_Given entries_.
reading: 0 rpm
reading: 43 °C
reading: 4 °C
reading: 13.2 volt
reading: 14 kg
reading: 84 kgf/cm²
* * *
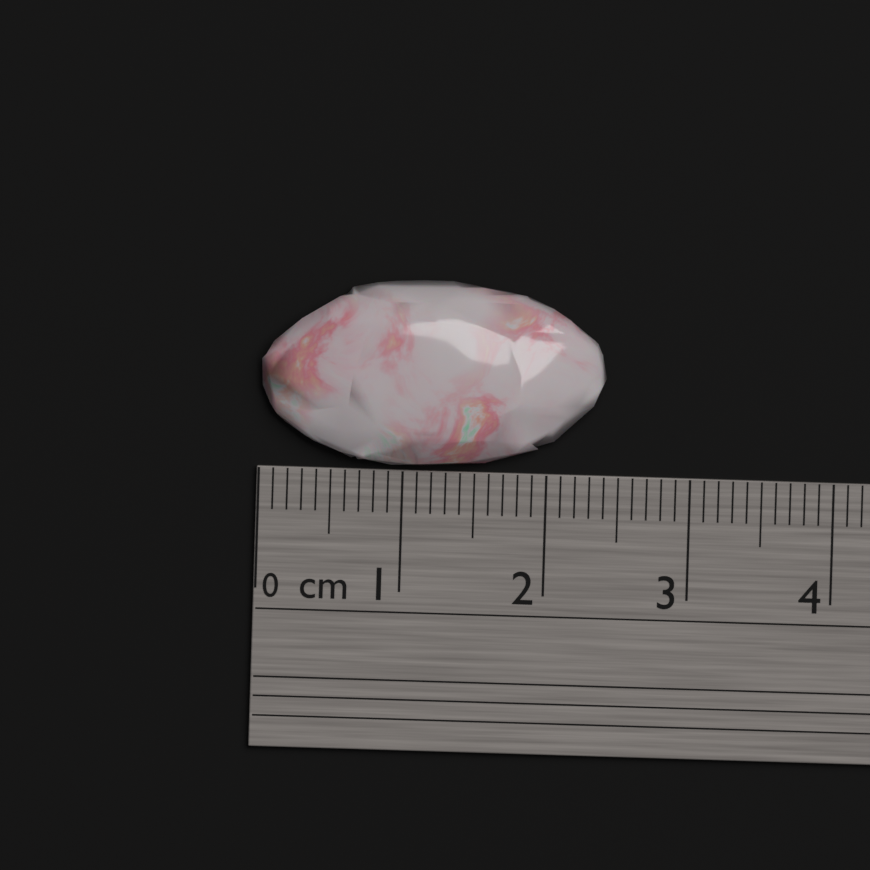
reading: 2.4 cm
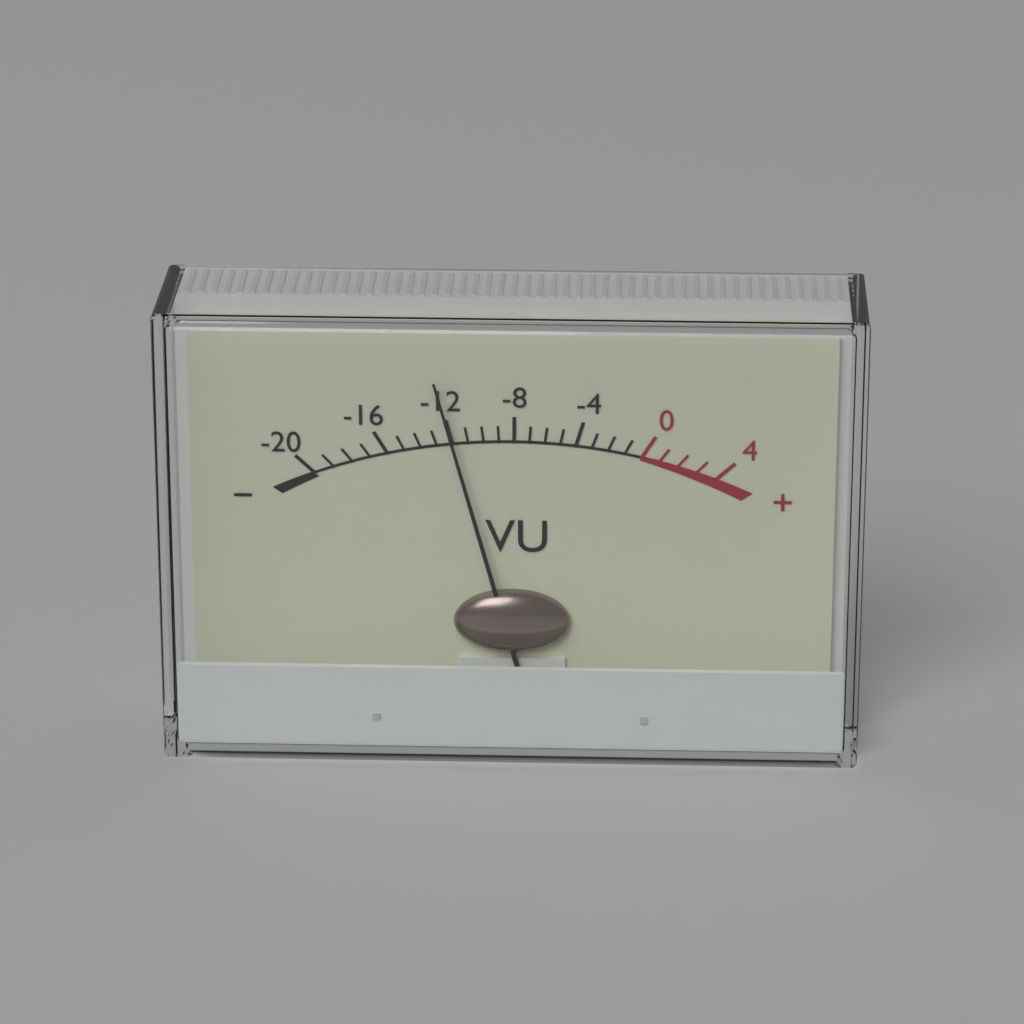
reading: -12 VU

_About this task_.
The line above containing "reading: 0 rpm", the line containing "reading: 84 kgf/cm²", and every line between them are to be transcribed exactly; no other line is wanted.

_Solution for this exercise_.
reading: 0 rpm
reading: 43 °C
reading: 4 °C
reading: 13.2 volt
reading: 14 kg
reading: 84 kgf/cm²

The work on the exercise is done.